May Lotito wrote:I don't have elder on my property but they are abundant in the wild. I have seen people foraging by the road side ditch. Does anyone in the ozarks know how do the native elderberries compared to the named varieties?



In general I think the named varieties I grow are larger and the chymes ripen more evenly than the wild ones growing near my place. That said, most if not all named varieties are just variants that were collected and propagated from the wild.  The next new variety may be growing by your road side.
3 months ago
My elderberries (Sambucus canadensis) seemed to be declining in yield over the years, despite selective pruning.   I had read several places that they could be pruned to ground level and they would still produce a crop so in mid Feb 2024 I cut everything down to the ground.  They regrew vigorously but Yield for 2024 was essentially zero.
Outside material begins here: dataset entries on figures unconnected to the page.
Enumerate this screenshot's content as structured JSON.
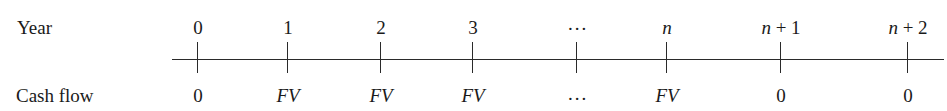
{
  "labels": {
    "year": "Year",
    "cash_flow": "Cash flow"
  },
  "timeline": [
    {
      "period": "0",
      "cash_flow": "0",
      "period_italic": false,
      "flow_italic": false,
      "x": 197
    },
    {
      "period": "1",
      "cash_flow": "FV",
      "period_italic": false,
      "flow_italic": true,
      "x": 287
    },
    {
      "period": "2",
      "cash_flow": "FV",
      "period_italic": false,
      "flow_italic": true,
      "x": 380
    },
    {
      "period": "3",
      "cash_flow": "FV",
      "period_italic": false,
      "flow_italic": true,
      "x": 472
    },
    {
      "period": "...",
      "cash_flow": "...",
      "period_italic": false,
      "flow_italic": false,
      "x": 576
    },
    {
      "period": "n",
      "cash_flow": "FV",
      "period_italic": true,
      "flow_italic": true,
      "x": 666
    },
    {
      "period": "n + 1",
      "cash_flow": "0",
      "period_italic": "mixed",
      "flow_italic": false,
      "x": 780
    },
    {
      "period": "n + 2",
      "cash_flow": "0",
      "period_italic": "mixed",
      "flow_italic": false,
      "x": 907
    }
  ],
  "colors": {
    "line": "#2a2a2a",
    "text": "#1a1a1a",
    "background": "#ffffff"
  }
}
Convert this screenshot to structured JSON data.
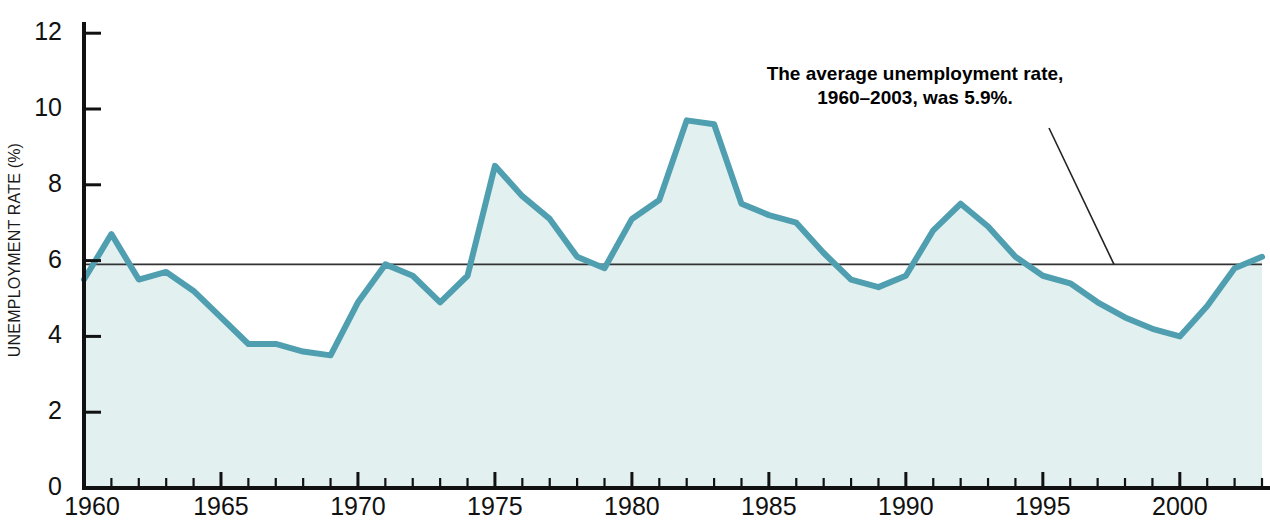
{
  "chart_data": {
    "type": "area",
    "title": "",
    "xlabel": "",
    "ylabel": "UNEMPLOYMENT RATE (%)",
    "xlim": [
      1960,
      2003
    ],
    "ylim": [
      0,
      12.6
    ],
    "grid": false,
    "legend": "none",
    "line_color": "#4f9fb0",
    "fill_color": "#e2f0f0",
    "axis_color": "#111111",
    "reference_line": {
      "label": "average unemployment rate",
      "value": 5.9,
      "color": "#333333"
    },
    "annotation": {
      "line1": "The average unemployment rate,",
      "line2": "1960–2003, was 5.9%.",
      "points_to_value": 5.9
    },
    "y_ticks": [
      0,
      2,
      4,
      6,
      8,
      10,
      12
    ],
    "y_tick_labels": [
      "0",
      "2",
      "4",
      "6",
      "8",
      "10",
      "12"
    ],
    "x_ticks_major": [
      1960,
      1965,
      1970,
      1975,
      1980,
      1985,
      1990,
      1995,
      2000
    ],
    "x_tick_labels": [
      "1960",
      "1965",
      "1970",
      "1975",
      "1980",
      "1985",
      "1990",
      "1995",
      "2000"
    ],
    "x": [
      1960,
      1961,
      1962,
      1963,
      1964,
      1965,
      1966,
      1967,
      1968,
      1969,
      1970,
      1971,
      1972,
      1973,
      1974,
      1975,
      1976,
      1977,
      1978,
      1979,
      1980,
      1981,
      1982,
      1983,
      1984,
      1985,
      1986,
      1987,
      1988,
      1989,
      1990,
      1991,
      1992,
      1993,
      1994,
      1995,
      1996,
      1997,
      1998,
      1999,
      2000,
      2001,
      2002,
      2003
    ],
    "values": [
      5.5,
      6.7,
      5.5,
      5.7,
      5.2,
      4.5,
      3.8,
      3.8,
      3.6,
      3.5,
      4.9,
      5.9,
      5.6,
      4.9,
      5.6,
      8.5,
      7.7,
      7.1,
      6.1,
      5.8,
      7.1,
      7.6,
      9.7,
      9.6,
      7.5,
      7.2,
      7.0,
      6.2,
      5.5,
      5.3,
      5.6,
      6.8,
      7.5,
      6.9,
      6.1,
      5.6,
      5.4,
      4.9,
      4.5,
      4.2,
      4.0,
      4.8,
      5.8,
      6.1
    ],
    "series": [
      {
        "name": "Unemployment rate",
        "values": [
          5.5,
          6.7,
          5.5,
          5.7,
          5.2,
          4.5,
          3.8,
          3.8,
          3.6,
          3.5,
          4.9,
          5.9,
          5.6,
          4.9,
          5.6,
          8.5,
          7.7,
          7.1,
          6.1,
          5.8,
          7.1,
          7.6,
          9.7,
          9.6,
          7.5,
          7.2,
          7.0,
          6.2,
          5.5,
          5.3,
          5.6,
          6.8,
          7.5,
          6.9,
          6.1,
          5.6,
          5.4,
          4.9,
          4.5,
          4.2,
          4.0,
          4.8,
          5.8,
          6.1
        ]
      }
    ]
  }
}
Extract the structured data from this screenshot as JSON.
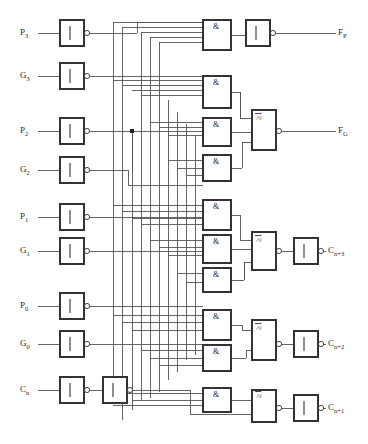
{
  "diagram": {
    "line_color": "#555555",
    "box_color": "#333333",
    "text_color": "#2b2b2b",
    "background": "#ffffff"
  },
  "inputs": [
    {
      "id": "p3",
      "label": "P",
      "sub": "3",
      "x": 22,
      "y": 33,
      "row_y": 33
    },
    {
      "id": "g3",
      "label": "G",
      "sub": "3",
      "x": 22,
      "y": 76,
      "row_y": 76
    },
    {
      "id": "p2",
      "label": "P",
      "sub": "2",
      "x": 22,
      "y": 131,
      "row_y": 131
    },
    {
      "id": "g2",
      "label": "G",
      "sub": "2",
      "x": 22,
      "y": 170,
      "row_y": 170
    },
    {
      "id": "p1",
      "label": "P",
      "sub": "1",
      "x": 22,
      "y": 217,
      "row_y": 217
    },
    {
      "id": "g1",
      "label": "G",
      "sub": "1",
      "x": 22,
      "y": 251,
      "row_y": 251
    },
    {
      "id": "p0",
      "label": "P",
      "sub": "0",
      "x": 22,
      "y": 306,
      "row_y": 306
    },
    {
      "id": "g0",
      "label": "G",
      "sub": "0",
      "x": 22,
      "y": 344,
      "row_y": 344
    },
    {
      "id": "cn",
      "label": "C",
      "sub": "n",
      "x": 22,
      "y": 390,
      "row_y": 390
    }
  ],
  "outputs": [
    {
      "id": "fp",
      "label": "F",
      "sub": "P",
      "x": 340,
      "y": 33
    },
    {
      "id": "fg",
      "label": "F",
      "sub": "G",
      "x": 340,
      "y": 131
    },
    {
      "id": "cn3",
      "label": "C",
      "sub": "n+3",
      "x": 330,
      "y": 251
    },
    {
      "id": "cn2",
      "label": "C",
      "sub": "n+2",
      "x": 330,
      "y": 344
    },
    {
      "id": "cn1",
      "label": "C",
      "sub": "n+1",
      "x": 330,
      "y": 408
    }
  ],
  "gate_symbols": {
    "inverter": "1",
    "and": "&",
    "or": "≥1"
  },
  "input_inverters": [
    {
      "id": "inv-p3",
      "x": 60,
      "y": 20,
      "w": 24,
      "h": 26,
      "symbol": "1"
    },
    {
      "id": "inv-g3",
      "x": 60,
      "y": 63,
      "w": 24,
      "h": 26,
      "symbol": "1"
    },
    {
      "id": "inv-p2",
      "x": 60,
      "y": 118,
      "w": 24,
      "h": 26,
      "symbol": "1"
    },
    {
      "id": "inv-g2",
      "x": 60,
      "y": 157,
      "w": 24,
      "h": 26,
      "symbol": "1"
    },
    {
      "id": "inv-p1",
      "x": 60,
      "y": 204,
      "w": 24,
      "h": 26,
      "symbol": "1"
    },
    {
      "id": "inv-g1",
      "x": 60,
      "y": 238,
      "w": 24,
      "h": 26,
      "symbol": "1"
    },
    {
      "id": "inv-p0",
      "x": 60,
      "y": 293,
      "w": 24,
      "h": 26,
      "symbol": "1"
    },
    {
      "id": "inv-g0",
      "x": 60,
      "y": 331,
      "w": 24,
      "h": 26,
      "symbol": "1"
    },
    {
      "id": "inv-cn-1",
      "x": 60,
      "y": 377,
      "w": 24,
      "h": 26,
      "symbol": "1"
    },
    {
      "id": "inv-cn-2",
      "x": 103,
      "y": 377,
      "w": 24,
      "h": 26,
      "symbol": "1"
    }
  ],
  "and_gates": [
    {
      "id": "and-fp",
      "x": 203,
      "y": 20,
      "w": 28,
      "h": 30,
      "symbol": "&",
      "inputs": 4
    },
    {
      "id": "and-fg-1",
      "x": 203,
      "y": 76,
      "w": 28,
      "h": 32,
      "symbol": "&",
      "inputs": 4
    },
    {
      "id": "and-fg-2",
      "x": 203,
      "y": 118,
      "w": 28,
      "h": 28,
      "symbol": "&",
      "inputs": 3
    },
    {
      "id": "and-fg-3",
      "x": 203,
      "y": 155,
      "w": 28,
      "h": 26,
      "symbol": "&",
      "inputs": 2
    },
    {
      "id": "and-c3-1",
      "x": 203,
      "y": 200,
      "w": 28,
      "h": 30,
      "symbol": "&",
      "inputs": 4
    },
    {
      "id": "and-c3-2",
      "x": 203,
      "y": 235,
      "w": 28,
      "h": 28,
      "symbol": "&",
      "inputs": 3
    },
    {
      "id": "and-c3-3",
      "x": 203,
      "y": 268,
      "w": 28,
      "h": 24,
      "symbol": "&",
      "inputs": 2
    },
    {
      "id": "and-c2-1",
      "x": 203,
      "y": 310,
      "w": 28,
      "h": 30,
      "symbol": "&",
      "inputs": 3
    },
    {
      "id": "and-c2-2",
      "x": 203,
      "y": 345,
      "w": 28,
      "h": 26,
      "symbol": "&",
      "inputs": 2
    },
    {
      "id": "and-c1-1",
      "x": 203,
      "y": 388,
      "w": 28,
      "h": 24,
      "symbol": "&",
      "inputs": 2
    }
  ],
  "or_gates": [
    {
      "id": "or-fg",
      "x": 252,
      "y": 110,
      "w": 24,
      "h": 40,
      "symbol": "≥1"
    },
    {
      "id": "or-c3",
      "x": 252,
      "y": 232,
      "w": 24,
      "h": 38,
      "symbol": "≥1"
    },
    {
      "id": "or-c2",
      "x": 252,
      "y": 320,
      "w": 24,
      "h": 40,
      "symbol": "≥1"
    },
    {
      "id": "or-c1",
      "x": 252,
      "y": 390,
      "w": 24,
      "h": 32,
      "symbol": "≥1"
    }
  ],
  "output_inverters": [
    {
      "id": "inv-fp",
      "x": 246,
      "y": 20,
      "w": 24,
      "h": 26,
      "symbol": "1"
    },
    {
      "id": "inv-cn3",
      "x": 294,
      "y": 238,
      "w": 24,
      "h": 26,
      "symbol": "1"
    },
    {
      "id": "inv-cn2",
      "x": 294,
      "y": 331,
      "w": 24,
      "h": 26,
      "symbol": "1"
    },
    {
      "id": "inv-cn1",
      "x": 294,
      "y": 395,
      "w": 24,
      "h": 26,
      "symbol": "1"
    }
  ],
  "junction_dots": [
    {
      "id": "dot-p2-bus",
      "x": 132,
      "y": 131
    }
  ]
}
This year I have a bumper crop.  I would caution someone considering this to not cut everything to the ground unless you are willing to lose the year.  I will probably prune to the ground again, maybe every 3-4 years but will only do 1/3-1/4 of my bushes every year.
3 months ago
Anybody use a dedicated garbage disposal?
6 months ago
thank you, that is exactly the info I was looking for.
7 months ago
I bench grafted 15 apple trees on EMLA-1111 and two pears on OF H87.  I did W&T grafts and the height varies from 3-4" to 12-14" above the roots, wherever the diameters matched.  I have read that EMLA111 grafts should be close to the ground, can I just plant the higher grafted trees deeper to achieve this, or will the 12-14" above ground be a problem?  
I currently have them planted in a "nursery" at the same depth that the rootstock was growing at,  with grafts anywhere from 3-14" above the soil, planning on moving this fall, will that be to late to plant deeper?
How about the pears, same questions, they both were grafted fairly high.